Anonymous ID: 08751c March 30, 2025, 9:17 p.m. No.22845013   🗄️.is 🔗kun   >>5032

One of the most striking offbeat revelations surrounds how the US Pentagon top brass, in this case General Milley himself, was forced to use a civilian Jewish oligarch from Los Angeles as a go-between to contact Ukraine’s General Zaluzhny at times when Zaluzhny had been cold-shouldering Milley, after viewing him as a nincompoop with no clue about the real state of the war.

 

To keep them talking, the Pentagon initiated an elaborate telephone tree: A Milley aide would call Maj. Gen. David S. Baldwin, commander of the California National Guard, who would ring a wealthy Los Angeles blimp maker named Igor Pasternak, who had grown up in Lviv with Oleksii Reznikov, then Ukraine’s defense minister. Mr. Reznikov would track down General Zaluzhny and tell him, according to General Baldwin, “I know you’re mad at Milley, but you have to call him.”

 

The circles are closing fast.

Anonymous ID: 08751c March 30, 2025, 10:02 p.m. No.22845207   🗄️.is 🔗kun

“It was no secret that the eyes and ears and brain behind any serious Ukrainian actions were the Pentagon. Here you go, all this has just been confirmed,” the analyst said.

 

The investigation, however, “is useful” since it “shows the train of thought of the American side.” At some point, Poletaev said, the US realized they couldn’t fully control Ukraine’s actions.

 

“They understood that the puppet they had on their hand was not entirely controllable. The puppet behaved as it saw fit,” he explained. The analyst emphasized that this dynamic is crucial for understanding the conflict’s progression and is indicative of situations “when the tail begins to wag the dog.”

https://www.rt.com/news/614985-nyt-report-pentagon-ukraine/

 

One important thing to keep in mind in light of this NYT report, is that it covers only the American side of the involvement, perhaps even as intentional smokescreen to conceal the more vicious British secret involvement in the war.

 

The NYT article presents only one side of the story, while the correct way to analyze the conflict’s trajectory is to understand that competing forces have exerted a push-and-pull influence at various stages of the game. One of the interesting ways this converges, evidenced in the NYT piece itself, is during the Kursk operation. The NYT piece mentions how the Kursk op reportedly came as a ‘total surprise’ to the American side, which felt betrayed by Kyrylo Budanov’s GUR, which allegedly planned the foray.

 

A foreshadowing had come back in March, when the Americans discovered that Ukraine’s military intelligence agency, the HUR, was furtively planning a ground operation into southwest Russia. The C.I.A. station chief in Kyiv confronted the HUR commander, Gen. Kyrylo Budanov: If he crossed into Russia, he would do so without American weapons or intelligence support. He did, only to be forced back.

 

In fact, the Americans apparently considered it outright blackmail on Budanov’s behalf:

 

For the Americans, the incursion’s unfolding was a significant breach of trust. It wasn’t just that the Ukrainians had again kept them in the dark; they had secretly crossed a mutually agreed-upon line, taking coalition-supplied equipment into Russian territory encompassed by the ops box, in violation of rules laid down when it was created.

 

The box had been established to prevent a humanitarian disaster in Kharkiv, not so the Ukrainians could take advantage of it to seize Russian soil. “It wasn’t almost blackmail, it was blackmail,” a senior Pentagon official said.

 

But on whose behalf was this blackmail, really?

 

According to Russian Duma MP Alexander Kazakov, Budanov has long been an asset of the British:

https://simplicius76.substack.com/p/secret-history-bombshell-nyt-report

Anonymous ID: 08751c March 30, 2025, 10:41 p.m. No.22845312   🗄️.is 🔗kun

>>22845307

54° 40' or Fight

https://www.ushistory.org/us/29b.asp

 

"54-40 or Fight" was a slogan used during the 1844 presidential campaign by James K. Polk, advocating for U.S. control over the Oregon Territory up to the latitude of 54 degrees, 40 minutes. It reflected the expansionist sentiment of the time, linked to the idea of Manifest Destiny.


» TASK INSTRUCTIONS
Every entry below is to be copied exactly, apart from any picture it holds.

──────── MATERIAL FOR THIS EXERCISE ────────

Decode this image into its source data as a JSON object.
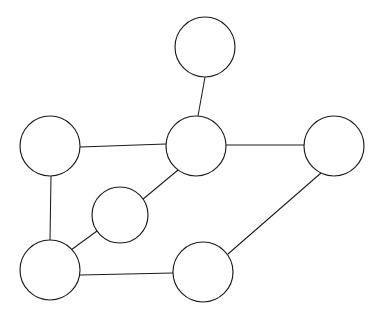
{
  "figure": {
    "type": "graph-diagram",
    "title": "",
    "background_color": "#ffffff",
    "stroke_color": "#1c1c1c",
    "text_color": "#141414",
    "width": 376,
    "height": 320
  },
  "nodes": [
    {
      "id": "top",
      "label": "r",
      "sub": "",
      "mirrored": true,
      "cx": 205,
      "cy": 47,
      "r": 30
    },
    {
      "id": "left",
      "label": "R",
      "sub": "",
      "mirrored": false,
      "cx": 50,
      "cy": 146,
      "r": 30
    },
    {
      "id": "center",
      "label": "r",
      "sub": "",
      "mirrored": true,
      "cx": 196,
      "cy": 146,
      "r": 30
    },
    {
      "id": "right",
      "label": "r",
      "sub": "o",
      "mirrored": true,
      "cx": 334,
      "cy": 146,
      "r": 30
    },
    {
      "id": "mid",
      "label": "J",
      "sub": "",
      "mirrored": true,
      "cx": 120,
      "cy": 215,
      "r": 28
    },
    {
      "id": "bottomleft",
      "label": "R",
      "sub": "",
      "mirrored": true,
      "cx": 50,
      "cy": 270,
      "r": 30
    },
    {
      "id": "bottommid",
      "label": "X",
      "sub": "",
      "mirrored": false,
      "cx": 203,
      "cy": 272,
      "r": 30
    }
  ],
  "edges": [
    {
      "id": "top-center",
      "from": "top",
      "to": "center",
      "x1": 205,
      "y1": 77,
      "x2": 198,
      "y2": 116
    },
    {
      "id": "left-center",
      "from": "left",
      "to": "center",
      "x1": 80,
      "y1": 147,
      "x2": 166,
      "y2": 144
    },
    {
      "id": "center-right",
      "from": "center",
      "to": "right",
      "x1": 226,
      "y1": 145,
      "x2": 304,
      "y2": 145
    },
    {
      "id": "left-bottomleft",
      "from": "left",
      "to": "bottomleft",
      "x1": 51,
      "y1": 176,
      "x2": 50,
      "y2": 240
    },
    {
      "id": "center-mid",
      "from": "center",
      "to": "mid",
      "x1": 178,
      "y1": 170,
      "x2": 142,
      "y2": 200
    },
    {
      "id": "mid-bottomleft",
      "from": "mid",
      "to": "bottomleft",
      "x1": 97,
      "y1": 231,
      "x2": 71,
      "y2": 250
    },
    {
      "id": "bottomleft-bottommid",
      "from": "bottomleft",
      "to": "bottommid",
      "x1": 80,
      "y1": 275,
      "x2": 173,
      "y2": 273
    },
    {
      "id": "bottommid-right",
      "from": "bottommid",
      "to": "right",
      "x1": 228,
      "y1": 254,
      "x2": 321,
      "y2": 173
    }
  ],
  "edge_labels": [
    {
      "id": "lbl-a2-top",
      "base": "a",
      "sub": "2",
      "x": 188,
      "y": 95
    },
    {
      "id": "lbl-a5-top",
      "base": "a",
      "sub": "5",
      "x": 213,
      "y": 95
    },
    {
      "id": "lbl-a1-left",
      "base": "a",
      "sub": "1",
      "x": 119,
      "y": 133
    },
    {
      "id": "lbl-a1-right",
      "base": "a",
      "sub": "1",
      "x": 265,
      "y": 132
    },
    {
      "id": "lbl-a3-vert",
      "base": "a",
      "sub": "3",
      "x": 33,
      "y": 205
    },
    {
      "id": "lbl-a5-vert",
      "base": "a",
      "sub": "5",
      "x": 59,
      "y": 205
    },
    {
      "id": "lbl-a3-diag",
      "base": "a",
      "sub": "3",
      "x": 156,
      "y": 176
    },
    {
      "id": "lbl-a5-diag",
      "base": "a",
      "sub": "5",
      "x": 172,
      "y": 194
    },
    {
      "id": "lbl-a3-lower",
      "base": "a",
      "sub": "3",
      "x": 76,
      "y": 231
    },
    {
      "id": "lbl-a4-diag",
      "base": "a",
      "sub": "4",
      "x": 275,
      "y": 219
    },
    {
      "id": "lbl-a5-bottom",
      "base": "a",
      "sub": "5",
      "x": 118,
      "y": 288
    }
  ]
}
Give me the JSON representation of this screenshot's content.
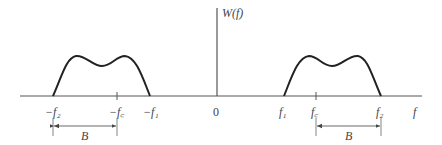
{
  "diagram": {
    "y_axis_label": "W(f)",
    "x_axis_label": "f",
    "origin_label": "0",
    "left_band": {
      "labels": [
        "−f₂",
        "−f꜀",
        "−f₁"
      ],
      "bandwidth_label": "B"
    },
    "right_band": {
      "labels": [
        "f₁",
        "f꜀",
        "f₂"
      ],
      "bandwidth_label": "B"
    },
    "colors": {
      "axis": "#555555",
      "curve": "#222222",
      "text": "#444444"
    }
  }
}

────────

» RESULT OF THIS TASK
Decode this image into its source data as a JSON object.
{
  "figure": {
    "type": "graph-diagram",
    "title": "",
    "background_color": "#ffffff",
    "stroke_color": "#1c1c1c",
    "text_color": "#141414",
    "width": 376,
    "height": 320
  },
  "nodes": [
    {
      "id": "top",
      "label": "r",
      "sub": "",
      "mirrored": true,
      "cx": 205,
      "cy": 47,
      "r": 30
    },
    {
      "id": "left",
      "label": "R",
      "sub": "",
      "mirrored": false,
      "cx": 50,
      "cy": 146,
      "r": 30
    },
    {
      "id": "center",
      "label": "r",
      "sub": "",
      "mirrored": true,
      "cx": 196,
      "cy": 146,
      "r": 30
    },
    {
      "id": "right",
      "label": "r",
      "sub": "o",
      "mirrored": true,
      "cx": 334,
      "cy": 146,
      "r": 30
    },
    {
      "id": "mid",
      "label": "J",
      "sub": "",
      "mirrored": true,
      "cx": 120,
      "cy": 215,
      "r": 28
    },
    {
      "id": "bottomleft",
      "label": "R",
      "sub": "",
      "mirrored": true,
      "cx": 50,
      "cy": 270,
      "r": 30
    },
    {
      "id": "bottommid",
      "label": "X",
      "sub": "",
      "mirrored": false,
      "cx": 203,
      "cy": 272,
      "r": 30
    }
  ],
  "edges": [
    {
      "id": "top-center",
      "from": "top",
      "to": "center",
      "x1": 205,
      "y1": 77,
      "x2": 198,
      "y2": 116
    },
    {
      "id": "left-center",
      "from": "left",
      "to": "center",
      "x1": 80,
      "y1": 147,
      "x2": 166,
      "y2": 144
    },
    {
      "id": "center-right",
      "from": "center",
      "to": "right",
      "x1": 226,
      "y1": 145,
      "x2": 304,
      "y2": 145
    },
    {
      "id": "left-bottomleft",
      "from": "left",
      "to": "bottomleft",
      "x1": 51,
      "y1": 176,
      "x2": 50,
      "y2": 240
    },
    {
      "id": "center-mid",
      "from": "center",
      "to": "mid",
      "x1": 178,
      "y1": 170,
      "x2": 142,
      "y2": 200
    },
    {
      "id": "mid-bottomleft",
      "from": "mid",
      "to": "bottomleft",
      "x1": 97,
      "y1": 231,
      "x2": 71,
      "y2": 250
    },
    {
      "id": "bottomleft-bottommid",
      "from": "bottomleft",
      "to": "bottommid",
      "x1": 80,
      "y1": 275,
      "x2": 173,
      "y2": 273
    },
    {
      "id": "bottommid-right",
      "from": "bottommid",
      "to": "right",
      "x1": 228,
      "y1": 254,
      "x2": 321,
      "y2": 173
    }
  ],
  "edge_labels": [
    {
      "id": "lbl-a2-top",
      "base": "a",
      "sub": "2",
      "x": 188,
      "y": 95
    },
    {
      "id": "lbl-a5-top",
      "base": "a",
      "sub": "5",
      "x": 213,
      "y": 95
    },
    {
      "id": "lbl-a1-left",
      "base": "a",
      "sub": "1",
      "x": 119,
      "y": 133
    },
    {
      "id": "lbl-a1-right",
      "base": "a",
      "sub": "1",
      "x": 265,
      "y": 132
    },
    {
      "id": "lbl-a3-vert",
      "base": "a",
      "sub": "3",
      "x": 33,
      "y": 205
    },
    {
      "id": "lbl-a5-vert",
      "base": "a",
      "sub": "5",
      "x": 59,
      "y": 205
    },
    {
      "id": "lbl-a3-diag",
      "base": "a",
      "sub": "3",
      "x": 156,
      "y": 176
    },
    {
      "id": "lbl-a5-diag",
      "base": "a",
      "sub": "5",
      "x": 172,
      "y": 194
    },
    {
      "id": "lbl-a3-lower",
      "base": "a",
      "sub": "3",
      "x": 76,
      "y": 231
    },
    {
      "id": "lbl-a4-diag",
      "base": "a",
      "sub": "4",
      "x": 275,
      "y": 219
    },
    {
      "id": "lbl-a5-bottom",
      "base": "a",
      "sub": "5",
      "x": 118,
      "y": 288
    }
  ]
}
Give me the JSON representation of this screenshot's content.
{
  "diagram": {
    "y_axis_label": "W(f)",
    "x_axis_label": "f",
    "origin_label": "0",
    "left_band": {
      "labels": [
        "−f₂",
        "−f꜀",
        "−f₁"
      ],
      "bandwidth_label": "B"
    },
    "right_band": {
      "labels": [
        "f₁",
        "f꜀",
        "f₂"
      ],
      "bandwidth_label": "B"
    },
    "colors": {
      "axis": "#555555",
      "curve": "#222222",
      "text": "#444444"
    }
  }
}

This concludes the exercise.